How Do We Expect to Enter “Jerusalem”? How do we think God should respond to our coming into the Christian church? How do we think others should respond to our coming into the Christian church? 


Do we come in like John and James; looking for honor, looking for influence, looking for personal gain? Do we believe that God owes us something for our putting money in the plate? For volunteering? For, at the very least, showing up for worship when others don’t?


Maybe we don’t believe that God owes us something. Hopefully not. Hopefully we understand that the money we put in the plate already belonged to God, and he has every right to it. Hopefully we understand that the time we enjoy here on earth is a gift from God, and he has the right to take our time from our days, up to the point of having the right to take our lives. Hopefully we understand those things.


Do we think that other people owe us something for our showing up to worship, for our participation in the church? Do we think that if we write the biggest checks - volunteer the most - do the most “valuable” work - we call the shots here?
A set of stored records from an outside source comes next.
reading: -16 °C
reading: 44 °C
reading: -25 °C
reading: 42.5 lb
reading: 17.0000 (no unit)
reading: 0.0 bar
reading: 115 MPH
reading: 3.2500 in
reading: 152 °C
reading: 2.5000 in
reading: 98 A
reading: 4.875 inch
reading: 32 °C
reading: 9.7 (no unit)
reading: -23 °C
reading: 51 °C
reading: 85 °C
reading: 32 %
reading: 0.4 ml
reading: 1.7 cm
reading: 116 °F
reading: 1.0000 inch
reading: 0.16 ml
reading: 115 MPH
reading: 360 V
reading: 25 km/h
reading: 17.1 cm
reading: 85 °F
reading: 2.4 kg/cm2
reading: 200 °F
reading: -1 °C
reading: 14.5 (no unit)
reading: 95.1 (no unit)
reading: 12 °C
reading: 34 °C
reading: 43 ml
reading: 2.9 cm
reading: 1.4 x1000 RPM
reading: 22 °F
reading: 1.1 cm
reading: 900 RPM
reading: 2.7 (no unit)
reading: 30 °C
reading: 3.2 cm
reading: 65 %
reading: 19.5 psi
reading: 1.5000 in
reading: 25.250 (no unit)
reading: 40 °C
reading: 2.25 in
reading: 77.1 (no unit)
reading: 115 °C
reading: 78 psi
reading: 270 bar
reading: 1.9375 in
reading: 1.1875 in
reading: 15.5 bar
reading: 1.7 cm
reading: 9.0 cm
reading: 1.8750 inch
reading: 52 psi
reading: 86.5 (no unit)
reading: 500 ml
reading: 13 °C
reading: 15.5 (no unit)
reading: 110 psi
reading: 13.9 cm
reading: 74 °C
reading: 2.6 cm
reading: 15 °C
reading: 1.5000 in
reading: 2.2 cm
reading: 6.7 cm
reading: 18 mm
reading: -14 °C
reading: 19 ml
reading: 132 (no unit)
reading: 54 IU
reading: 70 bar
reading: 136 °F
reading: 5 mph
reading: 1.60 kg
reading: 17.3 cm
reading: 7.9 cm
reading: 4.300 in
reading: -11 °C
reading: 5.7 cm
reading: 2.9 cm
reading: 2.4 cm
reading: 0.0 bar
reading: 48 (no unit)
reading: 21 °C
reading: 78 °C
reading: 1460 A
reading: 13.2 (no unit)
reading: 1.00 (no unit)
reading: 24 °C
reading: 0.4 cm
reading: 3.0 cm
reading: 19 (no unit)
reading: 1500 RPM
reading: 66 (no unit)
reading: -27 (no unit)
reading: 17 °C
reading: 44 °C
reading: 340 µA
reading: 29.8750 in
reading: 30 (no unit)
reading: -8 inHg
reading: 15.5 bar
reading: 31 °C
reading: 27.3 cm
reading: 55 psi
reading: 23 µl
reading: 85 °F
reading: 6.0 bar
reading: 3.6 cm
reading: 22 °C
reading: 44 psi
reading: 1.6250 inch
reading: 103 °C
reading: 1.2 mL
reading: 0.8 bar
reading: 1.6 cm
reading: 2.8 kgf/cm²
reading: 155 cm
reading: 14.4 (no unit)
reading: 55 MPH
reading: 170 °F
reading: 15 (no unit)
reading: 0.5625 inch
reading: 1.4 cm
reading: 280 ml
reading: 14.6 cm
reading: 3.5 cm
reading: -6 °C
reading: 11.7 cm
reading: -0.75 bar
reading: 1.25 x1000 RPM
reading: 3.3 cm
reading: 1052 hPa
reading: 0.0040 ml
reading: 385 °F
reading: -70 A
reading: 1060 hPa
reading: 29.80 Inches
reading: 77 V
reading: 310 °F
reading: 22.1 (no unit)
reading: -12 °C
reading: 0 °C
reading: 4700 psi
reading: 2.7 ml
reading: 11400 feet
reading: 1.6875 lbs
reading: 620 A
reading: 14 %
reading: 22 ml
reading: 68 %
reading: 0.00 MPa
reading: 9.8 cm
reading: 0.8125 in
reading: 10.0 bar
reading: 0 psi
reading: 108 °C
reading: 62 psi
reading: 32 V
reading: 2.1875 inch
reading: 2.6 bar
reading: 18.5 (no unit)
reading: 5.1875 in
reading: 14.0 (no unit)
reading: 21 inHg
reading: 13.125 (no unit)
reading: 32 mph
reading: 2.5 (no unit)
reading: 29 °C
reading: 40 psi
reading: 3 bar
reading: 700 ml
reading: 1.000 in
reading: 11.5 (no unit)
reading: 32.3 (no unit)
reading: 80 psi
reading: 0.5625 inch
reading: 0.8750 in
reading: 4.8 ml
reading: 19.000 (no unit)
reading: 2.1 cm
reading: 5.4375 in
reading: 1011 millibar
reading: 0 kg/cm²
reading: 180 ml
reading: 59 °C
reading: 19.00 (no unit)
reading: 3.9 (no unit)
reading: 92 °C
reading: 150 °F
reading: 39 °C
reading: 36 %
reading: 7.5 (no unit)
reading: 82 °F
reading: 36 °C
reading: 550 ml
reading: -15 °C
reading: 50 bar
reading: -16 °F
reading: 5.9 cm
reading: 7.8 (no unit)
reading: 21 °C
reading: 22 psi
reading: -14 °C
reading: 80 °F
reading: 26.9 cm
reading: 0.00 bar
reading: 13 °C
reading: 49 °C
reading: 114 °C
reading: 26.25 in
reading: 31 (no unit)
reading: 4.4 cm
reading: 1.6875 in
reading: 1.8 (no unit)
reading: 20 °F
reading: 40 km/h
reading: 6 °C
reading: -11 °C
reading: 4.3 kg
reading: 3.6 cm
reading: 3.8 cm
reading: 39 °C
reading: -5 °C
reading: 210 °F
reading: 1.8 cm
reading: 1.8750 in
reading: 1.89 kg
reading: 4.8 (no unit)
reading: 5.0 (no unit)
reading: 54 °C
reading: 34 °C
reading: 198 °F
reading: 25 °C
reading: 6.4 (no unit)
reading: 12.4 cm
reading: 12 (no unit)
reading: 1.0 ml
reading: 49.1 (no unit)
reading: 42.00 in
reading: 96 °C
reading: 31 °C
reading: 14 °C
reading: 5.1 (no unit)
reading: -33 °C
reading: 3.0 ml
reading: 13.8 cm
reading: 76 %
Do we think we’re entitled to ask for the seats at Jesus’ right and left here in his kingdom, in the church?


The word “church” in the Bible means both these things; the group made up of all people of all time, Old and New Testament, who believe in Jesus as the Savior sent from God, and the word “church” means every individual group of believers who gather around the Word of God. The Bible doesn’t use a different word for these two things. Every local congregation is Jesus’ church. And while we might never ever think to demand a spot at Jesus’ right or left over all believers, the whole Christian church, we often feel entitled to those positions in our own churches. 


This sinful tendency of our hearts comes out when leaders - pastors are particularly prone to this - when leaders try to micromanage every little aspect of their congregations. It comes out when we grouse about decisions made that we don’t agree with. It comes out when we gossip about those who worship with us, when we question whether they really belong here, whether they truly believe, whether the specks we see in their eyes disqualify them from the body.


James and John disqualified themselves in the eyes of the other disciples! The ten were steamed. And rightly so. But their anger disqualifies them also. Every one of us, every last one, disqualifies ourselves from membership in the Christian church by our sin. 


So Christ - the Promised Messiah, sent by God - “was assigned a grave with the wicked, and with the rich in his death, though he had done no violence, nor was any deceit in his mouth. Yet it was the Lord’s will to crush him and cause him to suffer, and though the Lord makes his life an offering for sin” - for our sin, your sin, my sin - “though the Lord makes his life an offering for sin, he will see his offspring and prolong his days. He bore the sin of many, and made intercession for the transgressors.”


We come to Jerusalem - to the church -seeking, very often, not to serve but to be served; to be honored; to receive personal benefit. It is for us that Christ came, “not to be served, but to serve, and to give his life as a ransom for many.” Children of God, the Lord has laid on his Son all your iniquity. Peace is yours. Amen.